Thank you for the kind comments about the bison!
Graeme, I like your idea. But I would like to limit my work to the time after the Pleistocene; that's why I'll be making a European bison soon, called the "Wisent". Maybe you already heard about it?
Mind you, today, it's about another bull.
After a short detour in the American Plains, I first looked around Europe again and I found very old breed of cattle with a remarkable history. The Charolais live in France since the 16th century; as first over nearly 200 years in the départements Nièvre and Sâone-et-Loire, from the end of the 18th century in the whole France and nowadays in more than 68 countries on all 5 continents and under all climatic obstructions.
The Charolais - after the place Charolles - arise over the centuries as a branch of the large Jurassassen of Central and Eastern Europe, which had settled in central France in Brionnais. On the hills and in the valleys the natural premises have formed a breed that believe primarily as working animals - with the showy, muscular skeleton but at the same time peaceful, fertile and robust. Only much later, in the nineteenth century, people began to appreciate the quality of the meat, because the role as a worker makes a muscular physique that does not require much fat.
The growth is large, the frame is wide, deep and long; the muscles are strong; the animals are late maturing. The withers height of cows is 132 cm, but can also reach 140 cm, for the bulls 142 - 150 cm at the withers were measured. Cows weigh 700-900 kg, bulls 1100-1300 kg. They are monochrome white to off-white, without pigmentation. The muzzle, horn and claws are hell.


▶ **REQUIRED ACTION**: In the entries below, how many lines hold the string "Credentialing"? Give only the number.

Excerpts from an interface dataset
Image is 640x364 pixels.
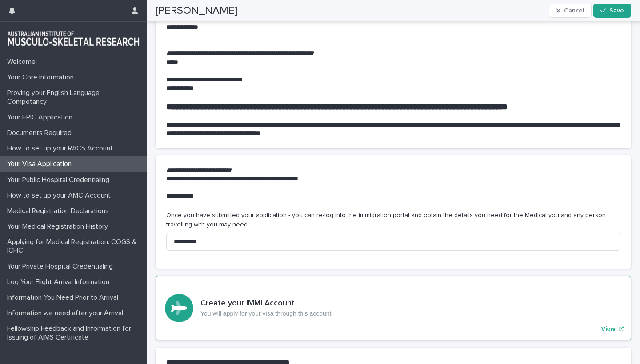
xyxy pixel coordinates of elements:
[200,299,331,308] h3: Create your IMMI Account
[3,207,116,215] p: Medical Registration Declarations
[155,276,631,341] a: View
[3,144,120,152] p: How to set up your RACS Account
[3,238,146,255] p: Applying for Medical Registration. COGS & ICHC
[593,3,631,18] button: Save
[166,211,620,229] p: Once you have submitted your application - you can re-log into the immigration portal and obtain ...
[3,293,125,301] p: Information You Need Prior to Arrival
[3,73,81,82] p: Your Core Information
[564,8,584,14] span: Cancel
[3,309,130,317] p: Information we need after your Arrival
[3,191,118,200] p: How to set up your AMC Account
[3,278,116,286] p: Log Your Flight Arrival Information
[3,176,116,184] p: Your Public Hospital Credentialing
[155,4,237,17] h2: [PERSON_NAME]
[549,3,591,18] button: Cancel
[3,222,115,231] p: Your Medical Registration History
[3,160,79,168] p: Your Visa Application
[200,310,331,317] p: You will apply for your visa through this account
[3,324,146,341] p: Fellowship Feedback and Information for Issuing of AIMS Certificate
[7,29,140,46] img: 1xcjEmqDTcmQhduivVBy
[609,8,624,14] span: Save
[601,325,615,333] p: View
[3,129,79,137] p: Documents Required
[3,113,79,122] p: Your EPIC Application
[3,262,120,271] p: Your Private Hospital Credentialing
[3,58,44,66] p: Welcome!
[3,89,146,106] p: Proving your English Language Competancy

▶ **REPLY**: 2